Taken together, these readings form a coherent conversation across centuries — students encounter real arguments, not flattened summaries. Marcus Antonius Aurelius contributes The Meditations of the Emperor Marcus Aurelius Antonius, offering firsthand access to the arguments, methods, and assumptions that shaped this period of study. Mary Mills Patrick contributes Sextus Empiricus and Greek Scepticism, offering firsthand access to the arguments, methods, and assumptions that shaped this period of study. James Drummond contributes Philo Judaeus, or, the Jewish-Alexandrian Philosophy in… and Philo Judaeus, or, the Jewish-Alexandrian Philosophy in…, offering firsthand access to the arguments, methods, and assumptions that shaped this period of study. Plotinus contributes The Ethical Treatises, offering firsthand access to the arguments, methods, and assumptions that shaped this period of study. Boethius contributes The Consolation of Philosophy, offering firsthand access to the arguments, methods, and assumptions that shaped this period of study.
What You Will Study
Students study Hellenistic schools including Stoicism, Epicureanism, and Skepticism alongside late antique Christian philosophical dialogues in Clement, Origen, and early Augustine. The course examines how Pauline and patristic authors engaged Stoic ethics, Epicurean materialism, and skeptical challenges to certainty about God and morality. Readings include primary Hellenistic fragments and Christian responses that model apologetic and missionary encounter with dominant worldviews. Students analyze the tension between biblical revelation and philosophical autonomy in early Christian intellectual life. Attention falls on ethical parallels and metaphysical conflicts that remain relevant for counseling, evangelism, and cultural critique in modern house church ministry throughout the Keys.
Course Objectives
Objectives include explaining core teachings of major Hellenistic schools, comparing Stoic and Christian concepts of virtue, passion, and providence, evaluating patristic use of philosophy in catechesis and apologetics, and writing essays on biblical responses to ancient skepticism and hedonism. Students will identify Hellenistic influences in contemporary self-help and spirituality movements. The course cultivates discernment when borrowing philosophical language for theological purposes. Students will articulate limits of natural morality apart from regenerating grace. Assessments require primary source engagement demonstrating comprehension of Hellenistic vocabulary and Christian rejoinders in historical context.

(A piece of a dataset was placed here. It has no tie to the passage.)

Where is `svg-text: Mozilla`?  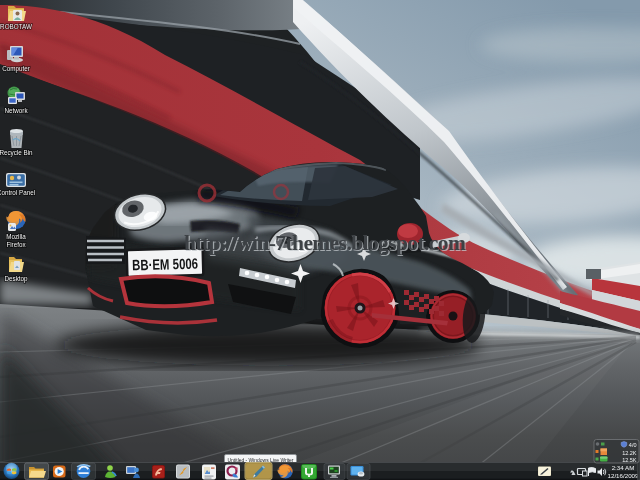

Ministry & Life Application
Hellenistic philosophy explains the moral and spiritual alternatives Paul confronted and that still appear in modern disguises across American culture. Pastors can counsel anxious members influenced by Stoic self-sufficiency or Epicurean escape without recognizing ancient pedigree. House church evangelism in the Florida Keys benefits when leaders understand worldviews behind neighbor's objections to faith. Pastoral ministry gains apologetic and homiletical resources for addressing fear, pleasure, and doubt with gospel truth. This course strengthens intellectual ministry that serves souls trapped in philosophies of self-salvation or despair.